The following schedule responds to that suggestion.

  • July 6, 2010 Exigent Request filed.
  • July 19, 2010 First Technical Conference (topics to be determined), to start at 2:00 p.m.
  • July 23, 2010 Second Technical Conference (if needed).
  • July 27, 2010 Third Technical Conference (if needed).
  • August 5, 2010 Deadline for filing suggested questions to be asked of the Postal Service during the public hearing. 39 CFR 3010.65(c).
  • August 10-12, 2010 Public Hearings.
  • August 17, 2010 Deadline for filing initial comments.39 CFR 3010.65(f).
  • September 2, 2010 Deadline for filing reply comments.39 CFR 3010.65(g).
  • October 4, 2010 Deadline for Commission determination.39 CFR 3010.66.

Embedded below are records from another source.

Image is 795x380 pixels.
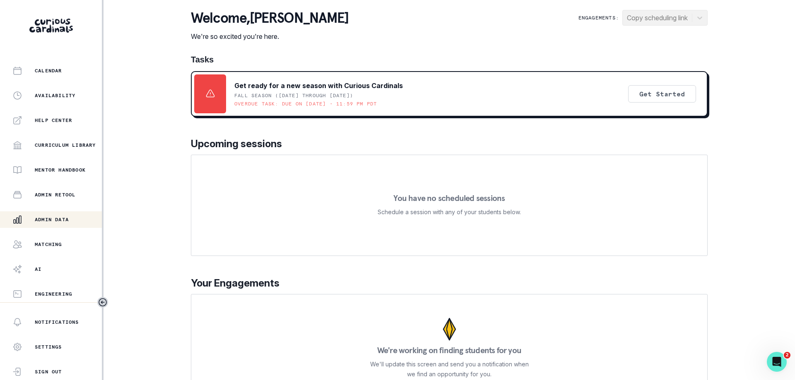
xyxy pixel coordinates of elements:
iframe: Intercom live chat [767,352,787,372]
p: Admin Retool [35,192,75,198]
p: Calendar [35,67,62,74]
p: Admin Data [35,217,69,223]
p: We're so excited you're here. [191,31,348,41]
p: Settings [35,344,62,351]
p: Engagements: [578,14,619,21]
img: Curious Cardinals Logo [29,19,73,33]
p: AI [35,266,41,273]
p: Matching [35,241,62,248]
p: Schedule a session with any of your students below. [378,207,521,217]
p: You have no scheduled sessions [393,194,505,202]
p: Sign Out [35,369,62,375]
p: Notifications [35,319,79,326]
p: Get ready for a new season with Curious Cardinals [234,81,403,91]
p: We're working on finding students for you [377,347,521,355]
p: Welcome , [PERSON_NAME] [191,10,348,26]
p: Curriculum Library [35,142,96,149]
p: Help Center [35,117,72,124]
p: Mentor Handbook [35,167,86,173]
button: Get Started [628,85,696,103]
span: 2 [784,352,790,359]
p: Fall Season ([DATE] through [DATE]) [234,92,353,99]
p: We'll update this screen and send you a notification when we find an opportunity for you. [370,360,529,380]
p: Your Engagements [191,276,707,291]
p: Availability [35,92,75,99]
p: Engineering [35,291,72,298]
p: Upcoming sessions [191,137,707,152]
h1: Tasks [191,55,707,65]
p: Overdue task: Due on [DATE] • 11:59 PM PDT [234,101,377,107]
button: Toggle sidebar [97,297,108,308]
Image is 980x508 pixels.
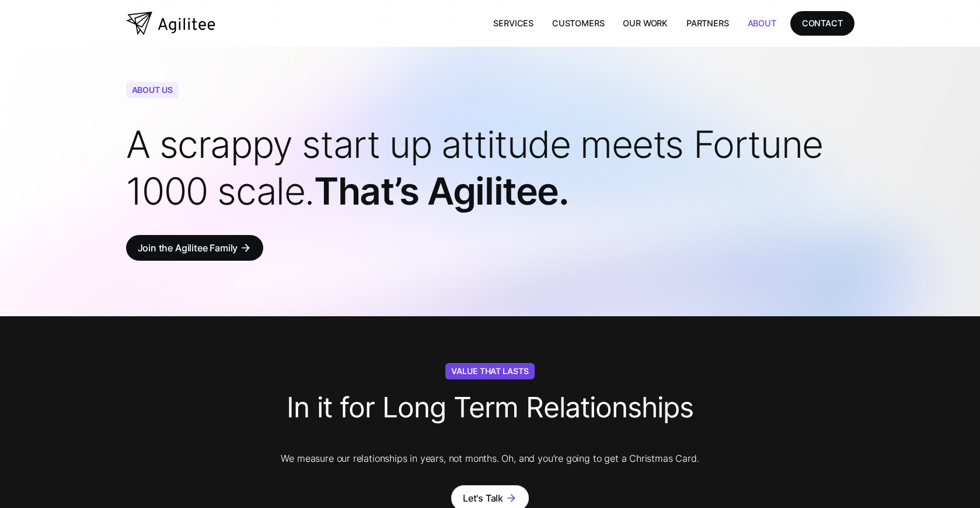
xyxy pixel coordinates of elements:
a: Customers [543,11,614,35]
a: CONTACT [790,11,855,35]
a: Partners [677,11,738,35]
a: Our Work [614,11,677,35]
div: arrow_forward [240,242,252,253]
span: A scrappy start up attitude meets Fortune 1000 scale. [126,121,823,213]
div: Value That Lasts [445,363,535,379]
div: Join the Agilitee Family [138,240,238,256]
a: Join the Agilitee Familyarrow_forward [126,235,264,261]
h1: That’s Agilitee. [126,121,855,215]
div: Let's Talk [463,490,504,506]
p: We measure our relationships in years, not months. Oh, and you’re going to get a Christmas Card. [217,450,763,466]
a: About [738,11,786,35]
div: CONTACT [802,16,843,30]
a: Services [484,11,543,35]
h3: In it for Long Term Relationships [287,381,694,438]
div: arrow_forward [506,492,517,504]
a: home [126,12,215,35]
div: About Us [126,82,179,98]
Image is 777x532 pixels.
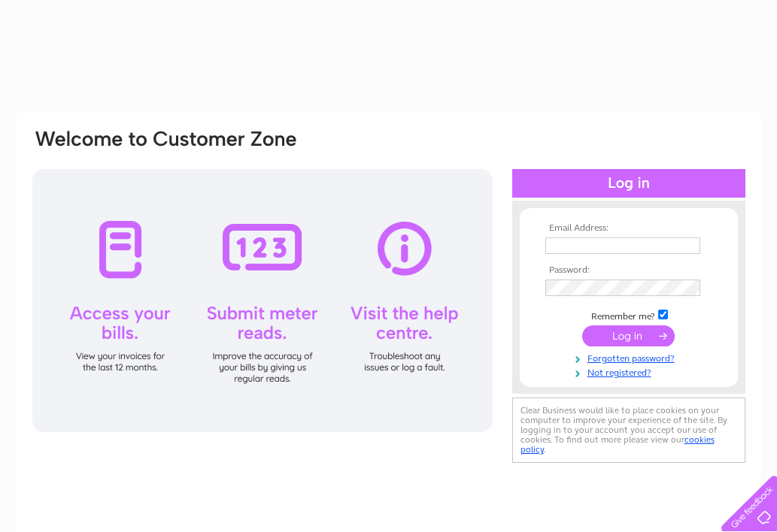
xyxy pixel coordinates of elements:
a: cookies policy [521,435,715,454]
th: Email Address: [541,223,716,234]
a: Not registered? [545,364,716,379]
td: Remember me? [541,307,716,323]
div: Clear Business would like to place cookies on your computer to improve your experience of the sit... [513,398,746,463]
input: Submit [583,326,675,346]
a: Forgotten password? [545,350,716,364]
th: Password: [541,265,716,276]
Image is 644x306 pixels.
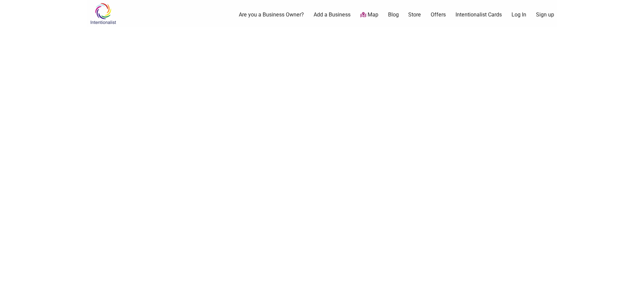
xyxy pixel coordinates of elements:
a: Store [408,11,421,18]
a: Offers [431,11,445,18]
img: Intentionalist [87,3,119,25]
a: Add a Business [313,11,350,18]
a: Log In [511,11,526,18]
a: Sign up [536,11,554,18]
a: Map [360,11,378,19]
a: Blog [388,11,399,18]
a: Are you a Business Owner? [239,11,304,18]
a: Intentionalist Cards [455,11,502,18]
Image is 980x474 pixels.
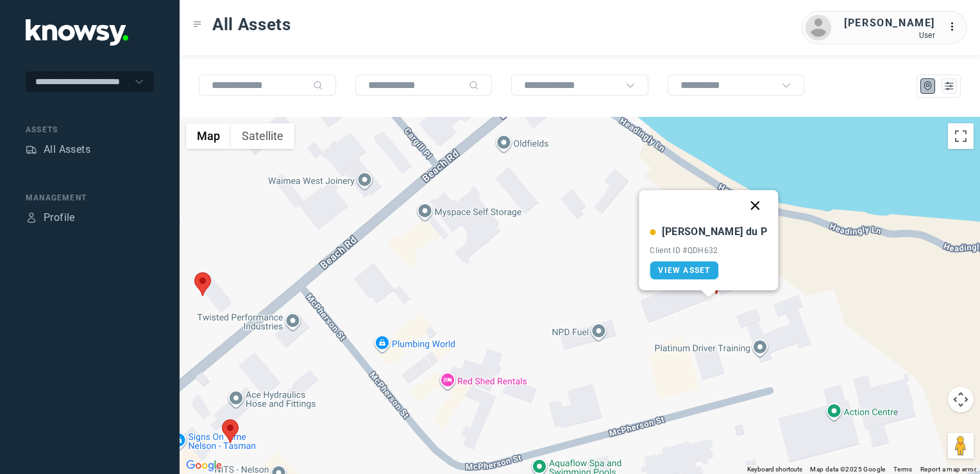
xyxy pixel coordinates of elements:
[313,80,323,91] div: Search
[810,466,885,473] span: Map data ©2025 Google
[25,212,37,224] div: Profile
[25,142,91,158] a: AssetsAll Assets
[649,246,767,255] div: Client ID #QDH632
[948,19,964,36] div: :
[649,261,718,279] a: View Asset
[740,190,771,221] button: Close
[805,14,831,41] img: avatar.png
[469,80,479,91] div: Search
[893,466,913,473] a: Terms (opens in new tab)
[920,466,976,473] a: Report a map error
[944,80,955,91] div: List
[658,266,710,274] span: View Asset
[948,387,974,412] button: Map camera controls
[948,433,974,458] button: Drag Pegman onto the map to open Street View
[43,210,75,226] div: Profile
[844,15,935,31] div: [PERSON_NAME]
[662,224,767,239] div: [PERSON_NAME] du P
[183,457,225,474] a: Open this area in Google Maps (opens a new window)
[183,457,225,474] img: Google
[922,80,934,91] div: Map
[25,19,129,45] img: Application Logo
[747,465,802,474] button: Keyboard shortcuts
[212,13,291,36] span: All Assets
[25,144,37,155] div: Assets
[231,123,294,149] button: Show satellite imagery
[844,31,935,40] div: User
[948,19,964,34] div: :
[948,123,974,149] button: Toggle fullscreen view
[43,142,91,158] div: All Assets
[186,123,231,149] button: Show street map
[25,124,154,136] div: Assets
[25,210,75,226] a: ProfileProfile
[25,192,154,204] div: Management
[948,22,961,32] tspan: ...
[193,20,202,29] div: Toggle Menu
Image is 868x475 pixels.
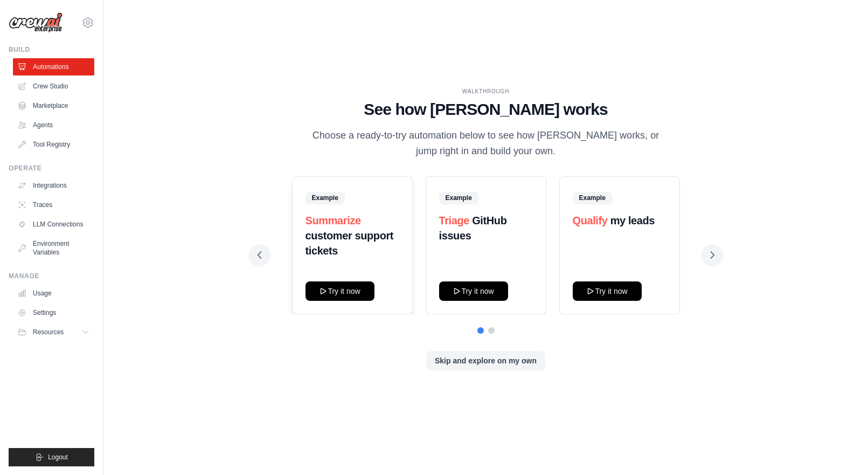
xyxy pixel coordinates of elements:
span: Example [573,192,612,204]
a: Marketplace [13,97,95,115]
p: Choose a ready-to-try automation below to see how [PERSON_NAME] works, or jump right in and build... [305,128,667,160]
a: Settings [13,304,95,322]
strong: customer support tickets [306,230,394,256]
span: Qualify [573,215,608,227]
strong: GitHub issues [439,215,507,242]
div: Operate [9,164,95,173]
button: Resources [13,324,95,341]
a: Environment Variables [13,235,95,261]
button: Try it now [306,282,375,301]
span: Resources [33,328,64,336]
a: Usage [13,284,95,302]
button: Try it now [439,282,508,301]
a: Automations [13,58,95,75]
strong: my leads [610,215,655,227]
div: Manage [9,272,95,280]
span: Logout [48,453,68,462]
span: Triage [439,215,470,227]
div: WALKTHROUGH [258,87,715,95]
a: LLM Connections [13,216,95,233]
a: Crew Studio [13,78,95,95]
a: Tool Registry [13,136,95,153]
span: Example [439,192,479,204]
button: Skip and explore on my own [426,351,545,370]
div: Build [9,45,95,54]
a: Agents [13,117,95,134]
span: Summarize [306,215,361,227]
a: Traces [13,197,95,214]
h1: See how [PERSON_NAME] works [258,100,715,119]
span: Example [306,192,345,204]
button: Logout [9,448,95,466]
button: Try it now [573,282,642,301]
img: Logo [9,13,63,33]
a: Integrations [13,177,95,194]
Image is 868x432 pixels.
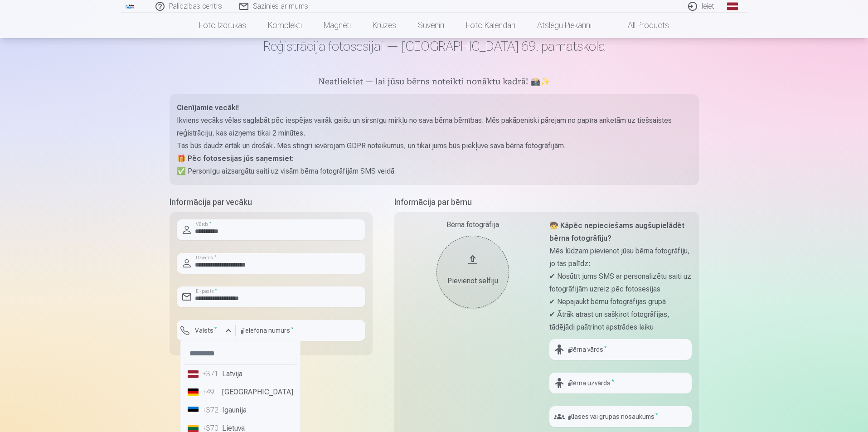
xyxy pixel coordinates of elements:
div: +371 [202,369,220,380]
h1: Reģistrācija fotosesijai — [GEOGRAPHIC_DATA] 69. pamatskola [170,38,699,55]
div: Pievienot selfiju [445,276,500,287]
li: Latvija [184,365,297,383]
a: Atslēgu piekariņi [526,13,602,38]
p: ✔ Nosūtīt jums SMS ar personalizētu saiti uz fotogrāfijām uzreiz pēc fotosesijas [550,270,692,296]
strong: 🧒 Kāpēc nepieciešams augšupielādēt bērna fotogrāfiju? [550,221,685,243]
p: ✔ Ātrāk atrast un sašķirot fotogrāfijas, tādējādi paātrinot apstrādes laiku [550,308,692,333]
div: +49 [202,387,220,397]
a: Suvenīri [407,13,455,38]
strong: 🎁 Pēc fotosesijas jūs saņemsiet: [177,154,294,163]
h5: Neatliekiet — lai jūsu bērns noteikti nonāktu kadrā! 📸✨ [170,76,699,89]
button: Pievienot selfiju [437,235,509,308]
div: +372 [202,405,220,416]
a: Krūzes [362,13,407,38]
strong: Cienījamie vecāki! [177,104,239,112]
p: ✅ Personīgu aizsargātu saiti uz visām bērna fotogrāfijām SMS veidā [177,165,692,178]
p: Mēs lūdzam pievienot jūsu bērna fotogrāfiju, jo tas palīdz: [550,245,692,270]
p: ✔ Nepajaukt bērnu fotogrāfijas grupā [550,296,692,308]
label: Valsts [192,326,221,335]
a: Foto kalendāri [455,13,526,38]
p: Tas būs daudz ērtāk un drošāk. Mēs stingri ievērojam GDPR noteikumus, un tikai jums būs piekļuve ... [177,140,692,153]
a: Komplekti [257,13,313,38]
a: Foto izdrukas [188,13,257,38]
a: All products [602,13,680,38]
img: /fa1 [125,4,135,9]
p: Ikviens vecāks vēlas saglabāt pēc iespējas vairāk gaišu un sirsnīgu mirkļu no sava bērna bērnības... [177,114,692,140]
div: Bērna fotogrāfija [401,219,544,230]
h5: Informācija par bērnu [394,196,699,209]
button: Valsts* [177,320,236,341]
li: [GEOGRAPHIC_DATA] [184,383,297,401]
h5: Informācija par vecāku [170,196,372,209]
a: Magnēti [313,13,362,38]
li: Igaunija [184,401,297,419]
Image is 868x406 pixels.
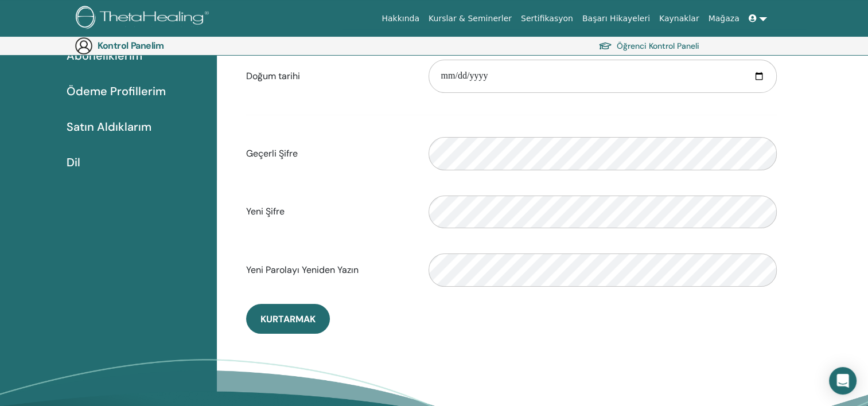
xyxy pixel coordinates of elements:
span: Ödeme Profillerim [67,83,166,100]
img: logo.png [76,6,213,31]
div: Intercom Messenger'ı açın [829,367,857,395]
label: Yeni Parolayı Yeniden Yazın [237,260,420,281]
a: Kaynaklar [655,8,704,29]
span: Aboneliklerim [67,47,142,65]
a: Sertifikasyon [516,8,578,29]
h3: Kontrol Panelim [98,40,212,51]
button: Kurtarmak [246,304,330,334]
span: Satın Aldıklarım [67,118,151,135]
a: Öğrenci Kontrol Paneli [599,38,699,54]
a: Mağaza [704,8,744,29]
a: Hakkında [377,8,424,29]
font: Öğrenci Kontrol Paneli [617,41,699,51]
img: generic-user-icon.jpg [75,37,93,55]
a: Başarı Hikayeleri [578,8,655,29]
label: Doğum tarihi [237,65,420,87]
span: Dil [67,154,80,171]
a: Kurslar & Seminerler [424,8,516,29]
img: graduation-cap.svg [599,42,612,51]
label: Yeni Şifre [237,201,420,223]
label: Geçerli Şifre [237,143,420,164]
span: Kurtarmak [260,314,316,325]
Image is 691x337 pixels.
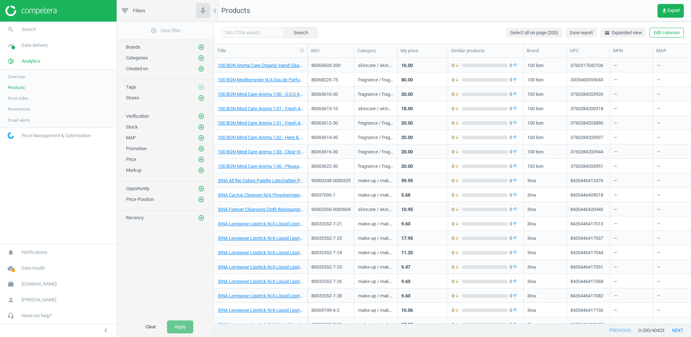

see full press release: http://prc.gov/Docs/68/68812/Order485.pdf

Affordable Mail Alliance Forms to Fight Major Postal Service Rate Hikes Announced Today

July 6, 2010 by · 2 Comments
Filed under: postage rates, postal, press releases, rate increase, usps 

New coalition of mail customers call on Postal Regulatory Commission to reject rate increases

Washington, DC – The Affordable Mail Alliance, an unprecedented coalition of Postal customers, is today calling on the Postal Regulatory Commission to reject the United States Postal Service’s new proposal to increase postal rates by ten times the rate permissible by law. The new coalition includes charities, large and small businesses, American household names and the customers who use the Post Office every day – customers that will suffer if USPS successfully raises rates again.

“This proposed rate increase amounts to another tax imposed on Americans at a time when the economy can least afford it,” said Tony Conway, Executive Director of the Alliance of Nonprofit Mailers and Spokesperson for the Affordable Mail Alliance. “Consumers everywhere will pay more for the letters and packages they need to send; struggling businesses – large and small – will suffer and even more jobs will be lost.”

The Postal Service claims that a rate increase is essential to maintaining its solvency. However, USPS has done little to improve its business model. For example, the average USPS employee is paid substantially more than comparable private sector jobs. In 2009, USPS volume went down 13%, but labor costs only went down 1%. Because of work force issues, many USPS employees are under-used or sit idly, forcing consumers to subsidize them.

This rate increase will decrease mail volume, making the USPS’ economic situation even worse through declining number of customers. And that, in turn, will be multiplied into job losses to publishers, printers, paper manufacturers, marketers – jobs that can hardly afford to be lost in this economy.

While the USPS retained consulting companies to create a plan to tackle the crisis, little has been done to implement the cost saving recommendations. For example, facility consolidation is moving at a glacial pace.

“The first rule of business is if you’re in the hole, stop digging,” said Conway. “Increasing rates won’t put the Postal Service back on track – it will just drive more customers away, making their situation even worse. USPS needs to stop avoiding the difficult decisions and stop taking out their problems on the customers they desperately need.”

“Rather than gouging its customers with ten times the rate permissible by law, USPS should be eliminating its costs; inflation in postal costs was over 6% in 2009,” said Jerry Cerasale, Senior Vice President, Government Affairs and Spokesperson for the Affordable Mail Alliance. “They should be making the hard business decisions and not raising rates.”

The Postal Service is asking the five-person Postal Regulatory Commission to waive a rule requiring that postal rate increases stay in line with inflation – a law designed to protect Americans from just this kind of rate hike. The Affordable Mail Alliance is calling on Postal Regulatory Commissioners not to exploit a legal loophole to let the USPS make egregious rate hikes.